Skip to main content

Some shell magic

·177 words·1 min
Zsh Shell

I just ran:

find * -type f -exec echo "{}" \; -exec awk "NR==26" {} \;

Which I adapted from this StackOverflow post and, tldr, searches all files in my current directory (and subdirectories) and tells me what’s written on line 26.

Or, parsing it out:

  • find: “Find files or directories under the given directory tree, recursively.” ( - tldr)
  • *: Anything in the current directory.
  • -type f: A file (not a directory).
  • -exec: A flag in find which will run a shell command. If you include {} in that shell command, it will replace it with the “found” filename (or directory).
  • echo: Print to stdout.
  • "{}": The current filename.
  • \;: End of that command.
  • -exec: Yo, you can chain these guys!
  • awk: “A versatile programming language for working on files.” ( - tldr) AKA, magic.
  • "NR==26": Magic syntax. Found this via StackOverflow.
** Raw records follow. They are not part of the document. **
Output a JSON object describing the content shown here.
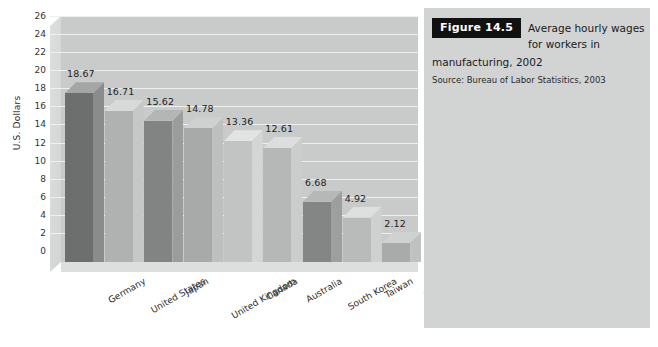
{
  "figure": {
    "badge_label": "Figure 14.5",
    "caption_line1": "Average hourly wages",
    "caption_line2": "for workers in",
    "caption_line3": "manufacturing, 2002",
    "source": "Source: Bureau of Labor Statisitics, 2003",
    "panel_color": "#d2d4d4",
    "badge_bg": "#111111",
    "badge_fg": "#ffffff"
  },
  "chart_data": {
    "type": "bar",
    "title": "Average hourly wages for workers in manufacturing, 2002",
    "xlabel": "",
    "ylabel": "U.S. Dollars",
    "ylim": [
      0,
      26
    ],
    "ytick_step": 2,
    "grid": true,
    "legend": "none",
    "three_d": true,
    "categories": [
      "Germany",
      "United States",
      "Japan",
      "United Kingdom",
      "Canada",
      "Australia",
      "South Korea",
      "Taiwan",
      "Mexico"
    ],
    "values": [
      18.67,
      16.71,
      15.62,
      14.78,
      13.36,
      12.61,
      6.68,
      4.92,
      2.12
    ],
    "value_labels": [
      "18.67",
      "16.71",
      "15.62",
      "14.78",
      "13.36",
      "12.61",
      "6.68",
      "4.92",
      "2.12"
    ],
    "ytick_labels": [
      "0",
      "2",
      "4",
      "6",
      "8",
      "10",
      "12",
      "14",
      "16",
      "18",
      "20",
      "22",
      "24",
      "26"
    ],
    "bar_colors": [
      "#6d6f6f",
      "#b0b2b2",
      "#828484",
      "#a8aaaa",
      "#c2c4c4",
      "#b6b8b8",
      "#848686",
      "#b9bbbb",
      "#a9abab"
    ],
    "bar_top_colors": [
      "#a4a6a6",
      "#d8dada",
      "#b4b6b6",
      "#cfd1d1",
      "#e2e4e4",
      "#dcdede",
      "#b6b8b8",
      "#dedfdf",
      "#d0d2d2"
    ],
    "bar_side_colors": [
      "#8a8c8c",
      "#c6c8c8",
      "#9b9d9d",
      "#bec0c0",
      "#d4d6d6",
      "#cbcdcd",
      "#9d9f9f",
      "#cfd1d1",
      "#c0c2c2"
    ],
    "plot_bg": "#c9cbcb",
    "gridline_color": "#eef0f0"
  }
}
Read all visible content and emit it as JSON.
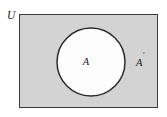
{
  "figure": {
    "type": "venn-diagram",
    "topic": "set-complement",
    "background_color": "#ffffff",
    "width": 167,
    "height": 117
  },
  "universe": {
    "label": "U",
    "fill_color": "#d3d3d3",
    "stroke_color": "#3a3a3a",
    "stroke_width": 1,
    "x": 19,
    "y": 14,
    "width": 139,
    "height": 94,
    "label_x": 7,
    "label_y": 16
  },
  "set_a": {
    "label": "A",
    "fill_color": "#fdfdfd",
    "stroke_color": "#2b2b2b",
    "stroke_width": 1.5,
    "center_x": 91,
    "center_y": 62,
    "radius": 34,
    "label_x": 86,
    "label_y": 63
  },
  "set_a_complement": {
    "label": "A",
    "prime": "′",
    "full_label": "A′",
    "region_description": "shaded area inside U outside A",
    "label_x": 136,
    "label_y": 64
  }
}
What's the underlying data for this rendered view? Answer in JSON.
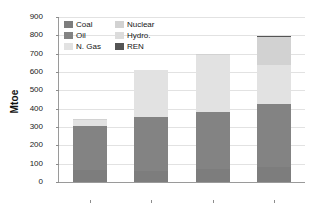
{
  "chart_data": {
    "type": "bar",
    "subtype": "stacked-bar",
    "title": "",
    "xlabel": "",
    "ylabel": "Mtoe",
    "ylim": [
      0,
      900
    ],
    "ytick_step": 100,
    "yticks": [
      900,
      800,
      700,
      600,
      500,
      400,
      300,
      200,
      100,
      0
    ],
    "grid": true,
    "legend_position": "top-left-inside",
    "categories": [
      "1971",
      "2000",
      "2010",
      "2025"
    ],
    "series": [
      {
        "name": "Coal",
        "color": "#7d7d7d",
        "values": [
          65,
          60,
          70,
          80
        ]
      },
      {
        "name": "Oil",
        "color": "#838383",
        "values": [
          240,
          295,
          310,
          345
        ]
      },
      {
        "name": "N. Gas",
        "color": "#e2e2e2",
        "values": [
          35,
          255,
          315,
          215
        ]
      },
      {
        "name": "Nuclear",
        "color": "#d2d2d2",
        "values": [
          3,
          2,
          3,
          150
        ]
      },
      {
        "name": "Hydro.",
        "color": "#dcdcdc",
        "values": [
          2,
          0,
          1,
          0
        ]
      },
      {
        "name": "REN",
        "color": "#545454",
        "values": [
          0,
          0,
          1,
          8
        ]
      }
    ],
    "totals": [
      345,
      612,
      700,
      798
    ]
  },
  "axis": {
    "y_title": "Mtoe"
  },
  "legend": {
    "entries": [
      {
        "label": "Coal",
        "color": "#7d7d7d"
      },
      {
        "label": "Nuclear",
        "color": "#d2d2d2"
      },
      {
        "label": "Oil",
        "color": "#838383"
      },
      {
        "label": "Hydro.",
        "color": "#dcdcdc"
      },
      {
        "label": "N. Gas",
        "color": "#e2e2e2"
      },
      {
        "label": "REN",
        "color": "#545454"
      }
    ]
  },
  "colors": {
    "axis_line": "#9a9a9a",
    "gridline": "#e2e2e2",
    "background": "#ffffff",
    "text": "#1a1a1a"
  }
}
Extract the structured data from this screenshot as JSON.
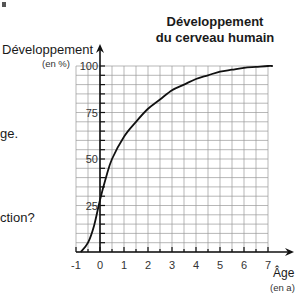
{
  "chart_data": {
    "type": "line",
    "title": "Développement du cerveau humain",
    "title_lines": [
      "Développement",
      "du cerveau humain"
    ],
    "ylabel": "Développement",
    "ylabel_unit": "(en %)",
    "xlabel": "Âge",
    "xlabel_unit": "(en a)",
    "xlim": [
      -1,
      7
    ],
    "ylim": [
      0,
      100
    ],
    "x_ticks": [
      "-1",
      "0",
      "1",
      "2",
      "3",
      "4",
      "5",
      "6",
      "7"
    ],
    "y_ticks": [
      "25",
      "50",
      "75",
      "100"
    ],
    "grid": true,
    "grid_x_step": 0.5,
    "grid_y_step": 5,
    "series": [
      {
        "name": "Développement du cerveau",
        "x": [
          -0.8,
          -0.5,
          -0.25,
          0,
          0.25,
          0.5,
          1,
          1.5,
          2,
          2.5,
          3,
          3.5,
          4,
          4.5,
          5,
          5.5,
          6,
          6.5,
          7,
          7.2
        ],
        "y": [
          0,
          5,
          14,
          28,
          40,
          50,
          62,
          70,
          77,
          82,
          87,
          90,
          93,
          95,
          97,
          98,
          99,
          99.5,
          100,
          100
        ]
      }
    ]
  },
  "fragments": {
    "left_text_1": "ge.",
    "left_text_2": "ction?"
  }
}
Line number 26.
  • {}: The current filename (still coming from the find command).
  • \;: The end.

It outputs something like:

file1.txt
README.md
some_subdirectory/file2.txt
          some random text on line 26
some_subdirectory/file3.txt

.some_config_file
  enabled: true

Cool!

Related

Keeping it 100 in the terminal
·762 words·4 mins
Zsh Bash Tutorial
Boy, do I love my dotfiles.
Yet another dotfiles repo
·760 words·4 mins
Tutorial Bash Zsh Cool Tools
marcello
Such zsh merit
·834 words·4 mins
Learning Zsh
I think ‘{x} fu’ is ignorant, so I’ll say ‘{x} merit’ instead.